Friday, December 27, 2013

Masahiro Tanaka: Short-term gain, long-term risk?

Japanese free agent pitcher Masahiro Tanaka is going to get an absurd contract from a major league team at some point in January. This much we know.

All 30 teams were notified that the 30-day period to sign the right-hander began at 7 a.m. CST Thursday. Teams have until 4 p.m. on Jan. 24 to attempt to reach an agreement with the 25-year-old pitcher.

If Tanaka and a major league team agree on terms, that franchise is required to pay his Japanese team, the Rakuten Eagles, a posting fee of $20 million.

Rest assured, someone will pay that $20 million, plus probably another $20 million per year over the next six or seven years to sign Tanaka, who went 24-0 with a 1.27 ERA in Japan last season.

Whichever team signs Tanaka is going to get an impact pitcher. I have little doubt about that. Yu Darvish, the last big-name Japanese pitcher to come to the United States, has established himself as the Texas Rangers' ace. Tanaka's numbers in Japan are similar to those of Darvish:

Darvish (2005-11): 167 games, 1,281.1 IP, 93-28 W-L, 55 CG, 333 BB, 1,250 Ks
Tanaka (2007-13): 175 games, 1,315 IP, 99-35 W-L, 53 CG, 275 BB, 1,238 Ks

For me, the question about Tanaka is whether he will hold up healthwise over the life of the six- or seven-year contract he's going to get. I know, I know. He's only 25 and should be entering his prime years. But look at that innings total: 1,315 innings through his age 24 season

Tom Verducci at Sports Illustrated made this point better than I could. Verducci notes the last pitcher with that many innings at such a young age was Frank Tanana, who piled up similar totals between 1973 and 1978. During that period, Tanana made three All-Star teams. Then, he hurt his shoulder. He went on to pitch another 15 years, but was never quite the same. 

Going back even further, since 1961, Tanana, Larry Dierker and Bert Blyleven are the only three pitchers to have thrown 1,315 major league innings by age 24. So, indeed, Japanese pitchers like Darvish and Tanaka come to the United States with more wear and tear on their arm for their age than their American counterparts.

Darvish is one of the better pitchers in the American League right now. Will he continue to be effective through the life of his six-year contract? Nobody knows. For Tanaka, the issue is much the same. With his outstanding control and arsenal of pitches, he's going to make some team very happy in 2014 and probably 2015, too. But what about 2016 and beyond?

Will Tanaka become the next Hideo Nomo, who was outstanding his first couple years before morphing into a journeyman? Or is he going to be a long-term ace for the New York Yankees or the Los Angeles Dodgers or some other big-market team? I wish I was smart enough to know, but we'll find out in due time.
























1 comment:

  1. Obviously one of the biggest things about projecting a pitcher's performance is how healthy that pitcher is. And unfortunately for the guys asked to write the checks for free agent pitchers, nobody has identified a precise point at which a pitcher becomes overworked, probably because there is no point that applies across the board to every pitcher.

    For years Baseball Prospectus hit the drum with their Pitcher Abuse Points, but a lot of the guys who led in abuse (Livan Hernandez, Javier Vazquez, Carlos Zambrano, Randy Johnson) kept on pitching, to levels of success that was probably only as varied as their talents.

    The Verducci Effect -- different from the Tanaka issue because it measures an increase in workload for young pitchers and not overall workload -- is largely a junk stat because the subjects it measures do see a decline in performance... but so do statistical control groups of pitchers who didn't have a big increase in innings pitched. In fact, the control groups often do worse than the guys with increased innings.

    That is what I think strikes at the heart of the problem with investing in big, expensive contracts for pitchers. Pitchers as an entire group -- old, young, power pitchers, soft-tossers, groundballers, lefty, righty -- are unpredictable because so much of their performance is predicated on health. And it's not like Albert Pujols, where he keeps getting hurt so you can put him at DH to minimize his injury risk. A starting pitcher either takes the ball every fifth day, or he's not helping you.

    Whoever signs Tanaka will be taking a huge gamble. Is the risk more unique than any other huge baseball contract? I'm not so sure it is.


[TASK GOAL]
From the line that contains "Describe the element at coordinates (806, 604)" to the final line of the records below, print each line exactly and leave every picture out.
——
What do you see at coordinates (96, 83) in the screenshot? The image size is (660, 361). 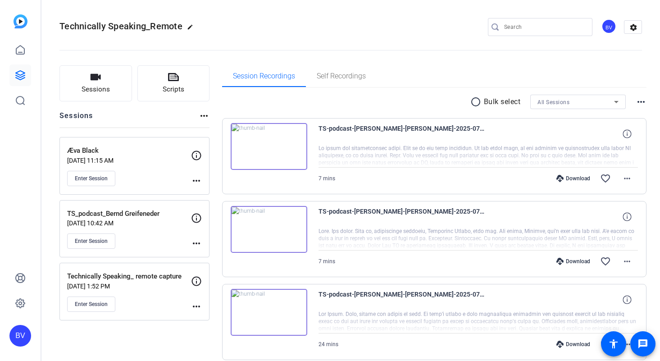 I see `button: Sessions` at bounding box center [96, 83].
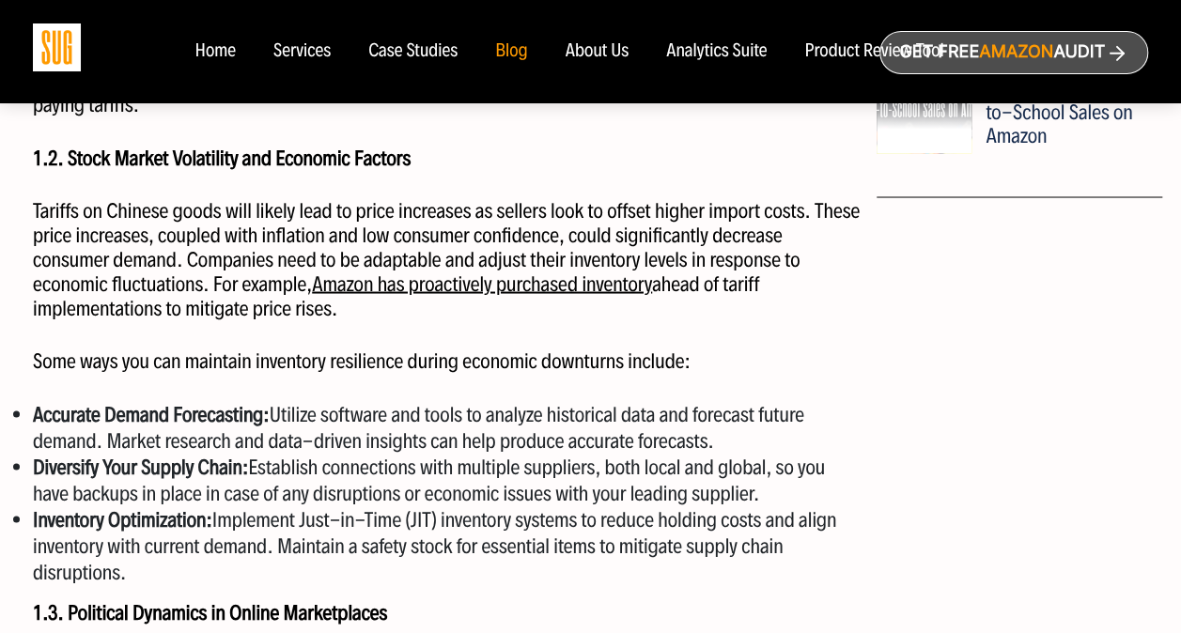 Image resolution: width=1181 pixels, height=633 pixels. Describe the element at coordinates (412, 52) in the screenshot. I see `div: Case Studies` at that location.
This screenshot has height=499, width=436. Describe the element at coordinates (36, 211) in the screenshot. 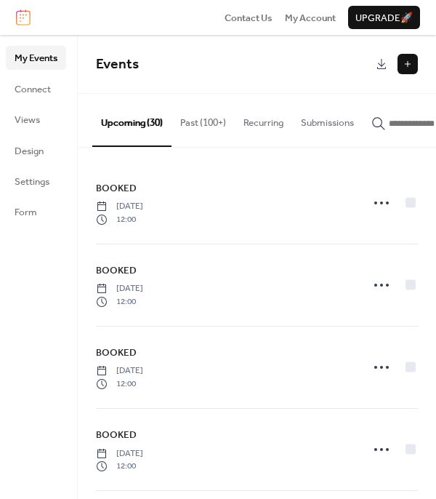

I see `a: Form` at that location.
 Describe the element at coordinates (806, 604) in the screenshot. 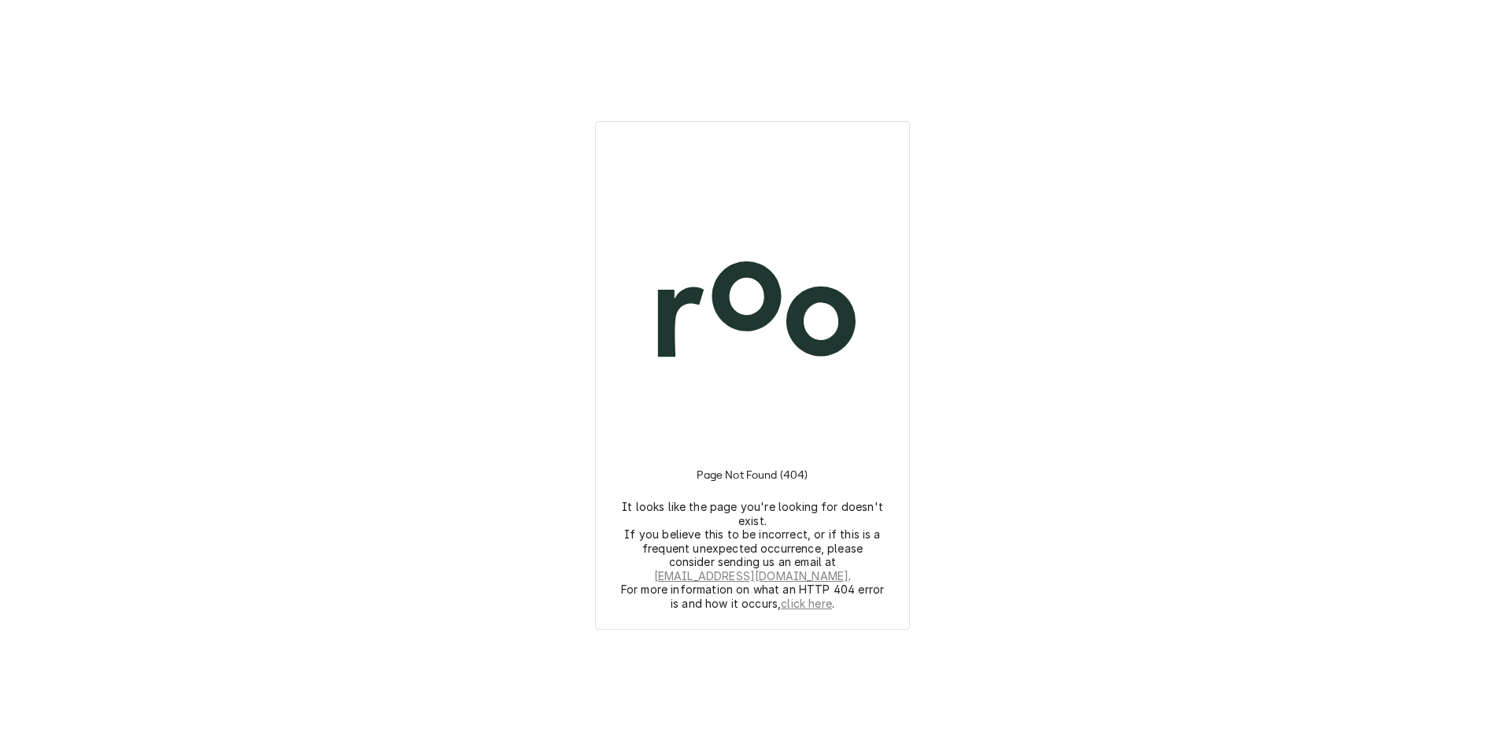

I see `a: click here` at that location.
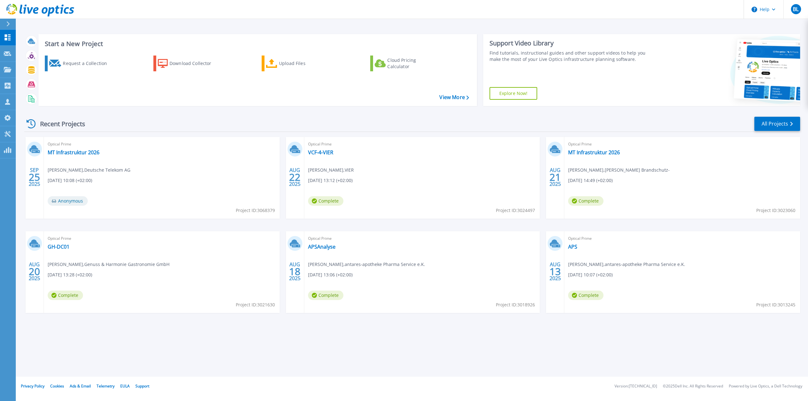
——
[RESULT]
 Describe the element at coordinates (806, 604) in the screenshot. 

I see `a: click here` at that location.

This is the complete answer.